When she awoke there was the odor of coffee and bacon in the air. Greta and Jeanne were getting breakfast.
“Boats leave no trail,” she assured herself. “Unless they have seen the black schooner, I will not tell them it passed in the night.”
A bright glitter was on the surface of the bay. Old Superior had put on a bland and smiling face. No trace now of last night’s boisterous roaring.
“We’ll get back to the Pilgrim as soon as breakfast is over,” Florence decided.
“But the barrel of gold?” Greta protested. “Aren’t we going to dig for that?”
She was thinking of the talk they had had about the campfire, of the Indians, trappers and traders who had camped here for hundreds of years. In a flight of fancy she had dug a barrel of gold from beneath the sandy surface.
“No gold digging today,” Florence laughed. “No spade. But you’ll see! There’s another day coming. We’ll find it, don’t you ever doubt it, a whole barrel of gold!”
Florence was born to the wilds. High boots, corduroy knickers, a blue chambray shirt, a red necktie, these were her joy. She was as much at home in a boat as a cowboy is in a saddle. Breakfast over, she sent their light craft skimming through the narrows and out into the broad stretch of water lying between Blake’s Point and the reef that was the Pilgrim’s last resting place.
“Look how he smiles!” she cried, throwing back her head. “Old Superior, the great deceiver! You can’t trust him!”
And indeed you cannot. When a storm comes sweeping in over those miles of black waters and the fog horn on Passage Island adds its hoarse voice to the tumult of the waves, it is a terrible thing to hear those waves come roaring in.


Task prompt =>
Check every line below for the word "capita" and show those that hold it.

Data supplied =>
'''

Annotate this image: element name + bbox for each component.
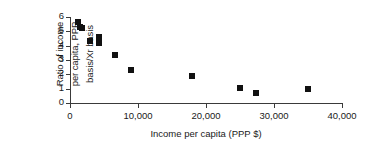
x-axis-tick-label: 10,000	[123, 110, 152, 121]
y-axis-tick	[66, 46, 70, 47]
x-axis-title: Income per capita (PPP $)	[70, 128, 342, 139]
y-axis-tick-label: 5	[59, 24, 64, 35]
y-axis-tick-label: 1	[59, 82, 64, 93]
y-axis-tick	[66, 31, 70, 32]
x-axis-tick	[274, 103, 275, 108]
y-axis-title: Ratio of income per capita, PPP basis/Xr…	[8, 2, 54, 106]
plot-area: 0123456 010,00020,00030,00040,000	[70, 17, 342, 103]
data-point	[79, 25, 85, 31]
x-axis-tick	[206, 103, 207, 108]
data-point	[112, 52, 118, 58]
data-point	[253, 90, 259, 96]
x-axis-tick-label: 30,000	[259, 110, 288, 121]
data-point	[305, 86, 311, 92]
x-axis-tick	[138, 103, 139, 108]
x-axis-tick-label: 0	[67, 110, 72, 121]
data-point	[96, 40, 102, 46]
data-point	[237, 85, 243, 91]
y-axis-tick-label: 0	[59, 96, 64, 107]
y-axis-tick	[66, 74, 70, 75]
y-axis-tick-label: 3	[59, 53, 64, 64]
y-axis-tick-label: 2	[59, 67, 64, 78]
y-axis-tick	[66, 60, 70, 61]
scatter-chart-figure: Ratio of income per capita, PPP basis/Xr…	[0, 0, 370, 150]
y-axis-tick-label: 6	[59, 10, 64, 21]
x-axis-tick	[70, 103, 71, 108]
data-point	[87, 38, 93, 44]
x-axis-tick-label: 40,000	[327, 110, 356, 121]
y-axis-line	[70, 17, 71, 103]
x-axis-tick	[342, 103, 343, 108]
y-axis-tick	[66, 17, 70, 18]
y-axis-tick-label: 4	[59, 39, 64, 50]
x-axis-tick-label: 20,000	[191, 110, 220, 121]
data-point	[128, 67, 134, 73]
data-point	[189, 73, 195, 79]
y-axis-tick	[66, 89, 70, 90]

'''

Solution to the exercise =>
x-axis-title: Income per capita (PPP $)	[70, 128, 342, 139]
y-axis-title: Ratio of income per capita, PPP basis/Xr…	[8, 2, 54, 106]
scatter-chart-figure: Ratio of income per capita, PPP basis/Xr…	[0, 0, 370, 150]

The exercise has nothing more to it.